Corporate Transparency and Economic Crime Debate
Full Debate: Read Full DebateSeema Malhotra
Main Page: Seema Malhotra (Labour (Co-op) - Feltham and Heston)Department Debates - View all Seema Malhotra's debates with the Department for Business, Energy and Industrial Strategy
(2 years, 9 months ago)
Commons ChamberI thank the Secretary of State for early sight of his statement and for our call with the Under-Secretary of State for Business, Energy and Industrial Strategy, the hon. Member for Sutton and Cheam (Paul Scully), this afternoon. The Labour party and the House are united in our support for Ukraine and we take very seriously our role in ensuring that Russia’s unprovoked and unjustifiable aggression fails.
Russia’s invasion of Ukraine has shaken the world, with huge concern across Parliament and the country about the invasion and the unfolding humanitarian crisis. It is clear, however, that it has taken the Russian invasion of Ukraine to shake the Conservative party into finally taking the action that is required. These steps are imperative, not just for financial transparency but for our national security, and the Government’s action on that to date falls far short of the leadership required. That is why we must urgently take the necessary steps to drag illicit finance out of the shadows and make it clear that the UK will no longer be a home to dirty money.
We therefore support the Government in introducing the emergency legislation in the light of the atrocities that we are seeing in Ukraine. The need for it is clear for all to see, but the Secretary of State will recognise that these steps have been needed for a long time. He will know that Labour and, indeed, some Government Members have been calling for years for the measures that the Government have announced. We were first promised this legislation in 2016, and this draft legislation has in fact been ready since 2018. Although we support the Government’s actions today, the Secretary of State needs to take responsibility for the time and progress lost through Government inaction. I hope we will see that lessons are learned for this Bill and future legislation, because time is of the essence.
The UK would have been in a much stronger position to act with speed and our national security would have been better protected if the register had already been up and running. That is why the Government must move quickly, because the dangers of a lack of transparency, particularly in the current climate, are all too plain to see. If the intention, as stated, is to impede Russian money, the register will need to be operational in the coming weeks to have any effect. I assure the Government of Labour’s full support in moving through the Bill’s stages quickly, and hope in turn that they will act quickly to make the register and other measures a reality.
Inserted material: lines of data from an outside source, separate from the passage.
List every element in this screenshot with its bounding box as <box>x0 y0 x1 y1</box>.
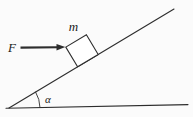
mass-block <box>66 35 98 67</box>
mass-label: m <box>69 19 78 34</box>
force-arrowhead-icon <box>57 44 66 51</box>
angle-label: α <box>45 93 51 105</box>
ground-line <box>6 105 188 109</box>
physics-incline-diagram: F m α <box>0 0 193 117</box>
diagram-canvas: F m α <box>0 0 193 117</box>
force-label: F <box>7 40 17 55</box>
angle-arc <box>36 92 40 107</box>
force-arrow <box>21 44 66 51</box>
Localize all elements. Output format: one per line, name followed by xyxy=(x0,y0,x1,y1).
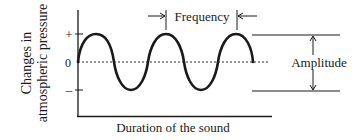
tick-label-zero: 0 xyxy=(65,56,71,70)
y-axis-label-line1: Changes in xyxy=(19,32,34,95)
frequency-label: Frequency xyxy=(175,9,230,24)
x-axis-label: Duration of the sound xyxy=(116,120,230,135)
sound-wave-diagram: Changes in atmospheric pressure + 0 – Fr… xyxy=(0,0,358,140)
tick-label-plus: + xyxy=(65,27,72,42)
y-axis-label-line2: atmospheric pressure xyxy=(35,4,50,123)
amplitude-label: Amplitude xyxy=(291,55,347,70)
tick-label-minus: – xyxy=(65,82,73,97)
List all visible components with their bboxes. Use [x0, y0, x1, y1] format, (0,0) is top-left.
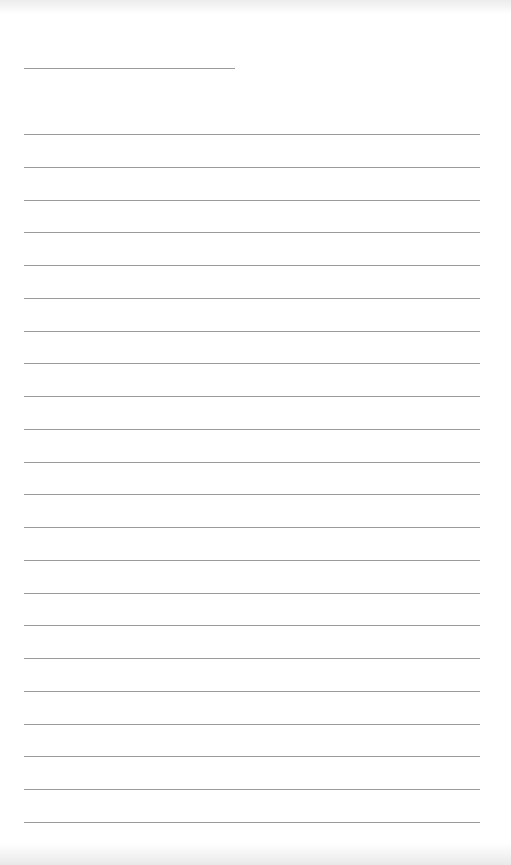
ruled-line: [24, 822, 480, 823]
ruled-line: [24, 756, 480, 757]
ruled-line: [24, 527, 480, 528]
ruled-line: [24, 625, 480, 626]
bottom-shadow-band: [0, 843, 511, 865]
ruled-line: [24, 298, 480, 299]
ruled-line: [24, 560, 480, 561]
ruled-line: [24, 134, 480, 135]
ruled-line: [24, 462, 480, 463]
ruled-line: [24, 331, 480, 332]
ruled-line: [24, 429, 480, 430]
header-line: [24, 68, 235, 69]
ruled-line: [24, 200, 480, 201]
ruled-line: [24, 265, 480, 266]
ruled-line: [24, 691, 480, 692]
ruled-line: [24, 396, 480, 397]
ruled-line: [24, 724, 480, 725]
ruled-line: [24, 232, 480, 233]
ruled-line: [24, 167, 480, 168]
ruled-line: [24, 363, 480, 364]
lined-paper-page: [0, 0, 511, 865]
ruled-line: [24, 658, 480, 659]
ruled-line: [24, 494, 480, 495]
ruled-line: [24, 789, 480, 790]
ruled-line: [24, 593, 480, 594]
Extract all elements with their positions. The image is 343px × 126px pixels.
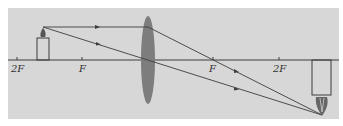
label-f-left: F	[78, 63, 87, 74]
diagram-background	[8, 8, 339, 119]
lens-ray-diagram: 2F F F 2F	[0, 0, 343, 126]
label-2f-left: 2F	[10, 63, 25, 74]
label-2f-right: 2F	[272, 63, 287, 74]
label-f-right: F	[208, 63, 217, 74]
I wish to press the Secretary of State on some key areas in which the Government must go further to make the measures as effective as they could be, and I do that in the spirit of cross-party support. I welcome his announcement that the economic crime transparency and enforcement Bill, or some aspects of it, will finally be introduced tomorrow and welcome the White Paper reforms to Companies House, but frankly, we have to ask whether a White Paper is all he is bringing forward on Companies House—[Interruption.] We have been promised more before, and the Prime Minister announced that more immediate steps would be taken. Will the Secretary of State confirm when other aspects of the economic crime Bill, such as the reform of Scottish limited partnerships and the power to seize crypto-assets, will come before the House?
Will the Secretary of State confirm that the register of overseas entities will be publicly available and that there will be criminal penalties for non-compliance? Will those criminal penalties apply to those who fail to update the register annually, as well as to those who provide false information? Will he confirm when the register will be up and running? Can he give an update on the Crown dependencies and overseas territories, and will he commit to enacting similar reforms and to the Government taking action if they do not take action?
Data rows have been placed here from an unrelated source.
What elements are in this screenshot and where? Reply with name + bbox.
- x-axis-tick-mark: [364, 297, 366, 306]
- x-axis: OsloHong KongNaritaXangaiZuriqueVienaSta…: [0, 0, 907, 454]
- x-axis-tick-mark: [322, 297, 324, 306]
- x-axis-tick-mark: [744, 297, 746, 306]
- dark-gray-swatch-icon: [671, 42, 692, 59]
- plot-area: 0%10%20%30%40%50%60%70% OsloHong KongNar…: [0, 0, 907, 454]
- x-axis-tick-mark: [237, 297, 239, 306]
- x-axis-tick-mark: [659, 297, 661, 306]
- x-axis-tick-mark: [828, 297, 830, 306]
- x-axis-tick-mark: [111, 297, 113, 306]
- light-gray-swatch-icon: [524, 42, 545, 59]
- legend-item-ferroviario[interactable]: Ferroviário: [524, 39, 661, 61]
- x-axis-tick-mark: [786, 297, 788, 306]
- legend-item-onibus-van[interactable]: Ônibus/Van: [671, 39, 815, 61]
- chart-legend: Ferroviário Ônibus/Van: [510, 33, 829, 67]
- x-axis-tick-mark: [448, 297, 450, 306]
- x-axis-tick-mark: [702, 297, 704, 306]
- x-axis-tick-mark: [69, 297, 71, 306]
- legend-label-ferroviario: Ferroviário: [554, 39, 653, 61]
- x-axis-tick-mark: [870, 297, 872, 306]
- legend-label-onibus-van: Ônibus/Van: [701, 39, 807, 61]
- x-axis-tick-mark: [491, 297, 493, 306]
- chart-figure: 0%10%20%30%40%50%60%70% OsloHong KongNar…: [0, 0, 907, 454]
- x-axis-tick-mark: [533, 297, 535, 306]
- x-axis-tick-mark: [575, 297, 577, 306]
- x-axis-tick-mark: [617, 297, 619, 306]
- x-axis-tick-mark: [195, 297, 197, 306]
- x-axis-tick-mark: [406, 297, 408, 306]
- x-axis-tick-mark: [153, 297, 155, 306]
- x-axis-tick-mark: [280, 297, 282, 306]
The freedom of our press will be vital throughout this invasion. Will the Secretary of State confirm whether the Government intend to use Monday’s legislation to tackle strategic lawsuits against public participation, so that journalists are not silenced and can freely report on the financial activity of Russian oligarchs? Finally, will he update the House on the discussions that he is having with the devolved Administrations on these important measures? I look forward to his response.
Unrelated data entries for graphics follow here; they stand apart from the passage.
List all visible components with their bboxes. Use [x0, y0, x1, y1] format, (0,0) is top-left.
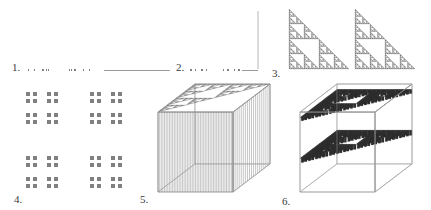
panel-6-artwork [0, 0, 431, 210]
fractal-figure: 1. 2. 3. 4. 5. 6. [0, 0, 431, 210]
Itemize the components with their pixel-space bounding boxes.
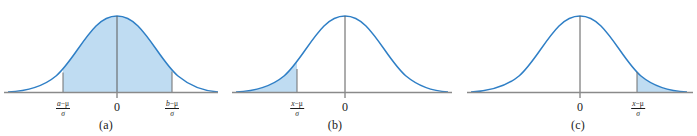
- tick-label-zero: 0: [339, 101, 351, 113]
- normal-curve: [471, 16, 687, 92]
- panel-caption-a: (a): [0, 118, 217, 133]
- tick-label-zero: 0: [574, 101, 586, 113]
- panel-a: a−μ σ 0 b−μ σ (a): [0, 0, 222, 136]
- normal-curve: [236, 16, 448, 92]
- normal-distribution-figure: a−μ σ 0 b−μ σ (a): [0, 0, 697, 136]
- panel-b: x−μ σ 0 (b): [232, 0, 454, 136]
- shaded-area-right-tail: [471, 16, 687, 92]
- tick-label-upper-bound: b−μ σ: [172, 100, 186, 120]
- panel-caption-b: (b): [224, 118, 446, 133]
- tick-label-bound: x−μ σ: [638, 100, 652, 120]
- panel-caption-c: (c): [462, 118, 694, 133]
- tick-label-zero: 0: [111, 101, 123, 113]
- shaded-area-left-tail: [236, 16, 448, 92]
- tick-label-bound: x−μ σ: [297, 100, 311, 120]
- tick-label-lower-bound: a−μ σ: [63, 100, 77, 120]
- panel-c: 0 x−μ σ (c): [465, 0, 697, 136]
- shaded-area-between: [8, 16, 218, 92]
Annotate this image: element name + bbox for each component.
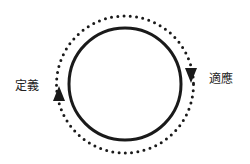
label-adapt: 適應 [209,72,233,86]
arrow-down-icon [185,68,197,83]
label-define: 定義 [15,79,39,93]
outer-dotted-circle [57,16,194,153]
inner-solid-circle [69,28,181,140]
arrow-up-icon [53,86,65,101]
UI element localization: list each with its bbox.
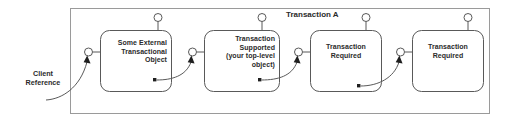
label-line: Transaction [205, 35, 275, 44]
component-label-transaction-required-1: Transaction Required [311, 43, 381, 60]
label-line: Required [413, 52, 483, 61]
label-line: (your top-level [205, 52, 275, 61]
label-line: Object [101, 56, 167, 65]
bottom-socket-icon [258, 78, 261, 81]
left-lollipop-icon [397, 48, 413, 56]
component-label-transaction-supported: Transaction Supported (your top-level ob… [205, 35, 275, 69]
top-lollipop-icon [154, 14, 162, 31]
label-line: Transaction [413, 43, 483, 52]
bottom-socket-icon [357, 84, 360, 87]
label-line: Required [311, 52, 381, 61]
component-label-transaction-required-2: Transaction Required [413, 43, 483, 60]
label-line: Transactional [101, 48, 167, 57]
component-box [413, 31, 484, 92]
transaction-boundary-title: Transaction A [286, 10, 339, 19]
top-lollipop-icon [258, 14, 266, 31]
left-lollipop-icon [295, 48, 311, 56]
component-box [311, 31, 382, 92]
label-line: Some External [101, 39, 167, 48]
left-lollipop-icon [85, 48, 101, 56]
diagram-canvas: .box{fill:#ffffff;stroke:#595959;stroke-… [0, 0, 516, 126]
left-lollipop-icon [189, 48, 205, 56]
label-line: Transaction [311, 43, 381, 52]
client-reference-label: Client Reference [12, 69, 74, 88]
label-line: Supported [205, 44, 275, 53]
top-lollipop-icon [464, 14, 472, 31]
top-lollipop-icon [362, 14, 370, 31]
component-label-some-external-transactional-object: Some External Transactional Object [101, 39, 167, 65]
label-line: object) [205, 61, 275, 70]
bottom-socket-icon [153, 78, 156, 81]
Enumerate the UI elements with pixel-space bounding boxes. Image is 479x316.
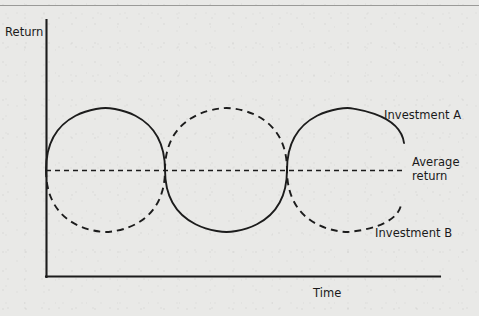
average-return-label-line1: Average — [412, 155, 460, 169]
x-axis-label: Time — [313, 286, 341, 300]
series-label-investment-b: Investment B — [375, 226, 452, 240]
series-line-investment-a — [46, 108, 404, 232]
figure-canvas: Return Time Investment A Averagereturn I… — [0, 0, 479, 316]
y-axis-label: Return — [5, 25, 43, 39]
average-return-label-line2: return — [412, 169, 447, 183]
average-return-label: Averagereturn — [412, 155, 460, 183]
chart-plot-area — [0, 0, 479, 316]
series-label-investment-a: Investment A — [384, 108, 461, 122]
I am grateful to the hon. Lady for her points. Clearly, on the time that this has taken, she will remember that in the 2017 to 2019 Parliament, a huge amount of our time was taken up by members of the Labour party and the Opposition parties frustrating Brexit. They absorbed a huge amount of parliamentary time and I am afraid that that was one of the reasons we could not expedite this sort of legislation.
There will be criminal liability for failure to update the register annually and for giving misleading or inaccurate information. We are working with the Crown dependencies to update their transparency; by next year, they will have to have much greater transparency requirements. The hon. Lady will be pleased to know that my Government colleagues and I speak to our counterparts in the devolved Administrations on a very regular basis.